A U.S. Senate panel is seeking information from eight hospitals in states that limit abortion access, including Georgia, involving their policies concerning the procedure.

The request comes after reports of several patients who encountered dire consequences because care was either delayed or denied.

Those patients include Amber Thurman, whose August 2022 death was first reported by ProPublica. Thurman waited 20 hours for treatment at Piedmont Henry Hospital after traveling to North Carolina, where she received abortion pills. When the abortion didn’t complete, she developed sepsis. She died on an operating table.

ProPublica reported the state’s maternal mortality review board determined Thurman’s death was preventable.

“Across the country, there are reports that women are being turned away by emergency departments when they seek emergency reproductive health care, even in instances where medical professionals determine that, without such care, the patient is at risk of serious complications, infection or even death,” said U.S. Senate Finance Committee Chair Ron Wyden, D-Oregon.

Wyden said the women were “caught between dangerous state laws that are in clear conflict” with the 1986 Emergency Medical Treatment and Active Labor Act, a federal statute that guarantees stabilizing medical care to anyone who goes to an emergency room in a hospital that receives Medicare funding.

Georgia law bans most abortions once a doctor can detect fetal cardiac activity. That’s typically about six weeks into a pregnancy and before many know they are pregnant.
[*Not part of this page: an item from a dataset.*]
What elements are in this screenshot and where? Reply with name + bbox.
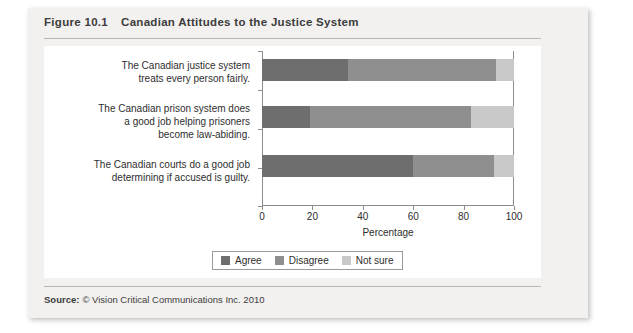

The state allows later abortions to be performed in the cases of rape, incest, fetal anomaly or to save the life of the mother.

The Finance Committee has also sought information from hospitals in Florida, Louisiana, Missouri and Texas.

Vice President Kamala Harris and her allies have booked $35 million in upcoming ads to air in Georgia. Former President Donald Trump and his supporters have spent $25 million, so far, on such ads. (Photos by Charles Rex Arbogast/AP)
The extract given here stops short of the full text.